Richard H Clarida: Federal Reserve independence - foundations and responsibilities

Speech (via livestream) by Mr Richard H Clarida, Vice Chair of the Board of Governors of the Federal Reserve System, at the Federal Reserve Bank of Cleveland, Cleveland, Ohio, 30 November 2021.

The views expressed in this speech are those of the speaker and not the view of the BIS.

Central bank speech  | 
02 December 2021

The COVID-19 pandemic and the mitigation efforts put in place to contain it delivered the most severe blow to the U.S. and global economies since the Great Depression. Gross domestic product (GDP) collapsed at a nearly 33 percent annual rate in the second quarter of 2020. More than 22 million jobs were lost in just the first two months of the crisis, and the unemployment rate rose from a 50-year low of 3.5 percent in February to a postwar peak of almost 15 percent in April 2020. A precipitous decline in aggregate demand pummeled the consumer price level. The resulting disruptions to economic activity significantly tightened financial conditions and impaired the flow of credit to U.S. households and businesses.

The fiscal and monetary policy response in the United States to the COVID crisis was unprecedented in its scale, scope, and speed. Legislation passed by the Congress in March 2020, December 2020, and March 2021 provided a total of nearly $5.8 trillion in fiscal support to the U.S. economy-about 28 percent of U.S. GDP.

The Federal Reserve acted decisively and with dispatch to deploy each and every tool in its conventional kit and to design, develop, and launch within weeks a series of innovative facilities to support the flow of credit to households and business. The facilities the Federal Reserve either relaunched or designed and developed anew in response to the COVID crisis were established under the authority of section 13(3) of the Federal Reserve Act; under section 13(3), these facilities can be established only in "unusual and exigent circumstances" and with approval of the Treasury Secretary.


What needs to be done - Exact copies of all the records are to be output.
★ ★ ★ ★ ★
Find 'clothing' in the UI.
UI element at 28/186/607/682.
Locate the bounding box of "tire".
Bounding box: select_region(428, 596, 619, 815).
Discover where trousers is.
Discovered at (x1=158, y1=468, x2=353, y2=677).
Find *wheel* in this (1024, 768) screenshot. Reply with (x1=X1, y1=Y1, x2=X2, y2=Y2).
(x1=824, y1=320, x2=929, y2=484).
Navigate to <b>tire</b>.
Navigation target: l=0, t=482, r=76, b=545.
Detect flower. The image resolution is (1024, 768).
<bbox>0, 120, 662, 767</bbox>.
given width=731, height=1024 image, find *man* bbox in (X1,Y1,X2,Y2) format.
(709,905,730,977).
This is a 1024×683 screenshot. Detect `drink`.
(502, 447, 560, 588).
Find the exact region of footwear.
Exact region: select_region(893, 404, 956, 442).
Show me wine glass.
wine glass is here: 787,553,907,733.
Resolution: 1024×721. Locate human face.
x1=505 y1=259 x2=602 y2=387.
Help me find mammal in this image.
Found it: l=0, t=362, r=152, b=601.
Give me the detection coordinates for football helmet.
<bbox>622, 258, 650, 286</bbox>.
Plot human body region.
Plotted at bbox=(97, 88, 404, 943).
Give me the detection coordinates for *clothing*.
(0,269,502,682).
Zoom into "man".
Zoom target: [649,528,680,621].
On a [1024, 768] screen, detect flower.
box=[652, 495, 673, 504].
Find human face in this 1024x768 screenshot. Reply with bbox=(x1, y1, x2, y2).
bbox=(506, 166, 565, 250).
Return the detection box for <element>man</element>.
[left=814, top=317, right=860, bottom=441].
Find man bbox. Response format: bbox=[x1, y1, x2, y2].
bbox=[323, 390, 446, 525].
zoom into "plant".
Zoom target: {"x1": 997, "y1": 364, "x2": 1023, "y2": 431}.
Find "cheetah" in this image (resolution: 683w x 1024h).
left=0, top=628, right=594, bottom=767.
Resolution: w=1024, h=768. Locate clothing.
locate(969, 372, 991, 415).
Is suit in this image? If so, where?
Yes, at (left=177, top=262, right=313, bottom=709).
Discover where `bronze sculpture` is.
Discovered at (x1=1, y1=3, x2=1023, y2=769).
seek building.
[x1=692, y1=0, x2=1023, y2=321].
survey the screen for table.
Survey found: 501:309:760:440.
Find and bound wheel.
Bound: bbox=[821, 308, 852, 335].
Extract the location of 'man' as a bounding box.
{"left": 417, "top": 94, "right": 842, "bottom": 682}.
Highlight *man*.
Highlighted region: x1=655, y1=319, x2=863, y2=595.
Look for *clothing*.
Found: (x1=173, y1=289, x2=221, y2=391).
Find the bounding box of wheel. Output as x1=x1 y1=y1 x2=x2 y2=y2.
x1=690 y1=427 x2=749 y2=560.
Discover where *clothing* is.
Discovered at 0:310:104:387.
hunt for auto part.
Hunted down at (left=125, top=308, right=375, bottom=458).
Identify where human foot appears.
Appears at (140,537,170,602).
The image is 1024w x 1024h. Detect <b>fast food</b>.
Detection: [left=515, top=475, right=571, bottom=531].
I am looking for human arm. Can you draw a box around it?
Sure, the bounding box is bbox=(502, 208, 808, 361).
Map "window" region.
★ ★ ★ ★ ★
Your solution -
Find 'clothing' in the UI.
UI element at 28/186/607/682.
Locate the bounding box of "tire".
Bounding box: select_region(428, 596, 619, 815).
Discover where trousers is.
Discovered at (x1=158, y1=468, x2=353, y2=677).
Find *wheel* in this (1024, 768) screenshot. Reply with (x1=X1, y1=Y1, x2=X2, y2=Y2).
(x1=824, y1=320, x2=929, y2=484).
Navigate to <b>tire</b>.
Navigation target: l=0, t=482, r=76, b=545.
Detect flower. The image resolution is (1024, 768).
<bbox>0, 120, 662, 767</bbox>.
given width=731, height=1024 image, find *man* bbox in (X1,Y1,X2,Y2) format.
(709,905,730,977).
This is a 1024×683 screenshot. Detect `drink`.
(502, 447, 560, 588).
Find the exact region of footwear.
Exact region: select_region(893, 404, 956, 442).
Show me wine glass.
wine glass is here: 787,553,907,733.
Resolution: 1024×721. Locate human face.
x1=505 y1=259 x2=602 y2=387.
Help me find mammal in this image.
Found it: l=0, t=362, r=152, b=601.
Give me the detection coordinates for football helmet.
<bbox>622, 258, 650, 286</bbox>.
Plot human body region.
Plotted at bbox=(97, 88, 404, 943).
Give me the detection coordinates for *clothing*.
(0,269,502,682).
Zoom into "man".
Zoom target: [649,528,680,621].
On a [1024, 768] screen, detect flower.
box=[652, 495, 673, 504].
Find human face in this 1024x768 screenshot. Reply with bbox=(x1, y1, x2, y2).
bbox=(506, 166, 565, 250).
Return the detection box for <element>man</element>.
[left=814, top=317, right=860, bottom=441].
Find man bbox. Response format: bbox=[x1, y1, x2, y2].
bbox=[323, 390, 446, 525].
zoom into "plant".
Zoom target: {"x1": 997, "y1": 364, "x2": 1023, "y2": 431}.
Find "cheetah" in this image (resolution: 683w x 1024h).
left=0, top=628, right=594, bottom=767.
Resolution: w=1024, h=768. Locate clothing.
locate(969, 372, 991, 415).
Is suit in this image? If so, where?
Yes, at (left=177, top=262, right=313, bottom=709).
Discover where `bronze sculpture` is.
Discovered at (x1=1, y1=3, x2=1023, y2=769).
seek building.
[x1=692, y1=0, x2=1023, y2=321].
survey the screen for table.
Survey found: 501:309:760:440.
Find and bound wheel.
Bound: bbox=[821, 308, 852, 335].
Extract the location of 'man' as a bounding box.
{"left": 417, "top": 94, "right": 842, "bottom": 682}.
Highlight *man*.
Highlighted region: x1=655, y1=319, x2=863, y2=595.
Look for *clothing*.
Found: (x1=173, y1=289, x2=221, y2=391).
Find the bounding box of wheel. Output as x1=x1 y1=y1 x2=x2 y2=y2.
x1=690 y1=427 x2=749 y2=560.
Discover where *clothing* is.
Discovered at 0:310:104:387.
hunt for auto part.
Hunted down at (left=125, top=308, right=375, bottom=458).
Identify where human foot appears.
Appears at (140,537,170,602).
The image is 1024w x 1024h. Detect <b>fast food</b>.
Detection: [left=515, top=475, right=571, bottom=531].
I am looking for human arm. Can you draw a box around it?
Sure, the bounding box is bbox=(502, 208, 808, 361).
Map "window" region.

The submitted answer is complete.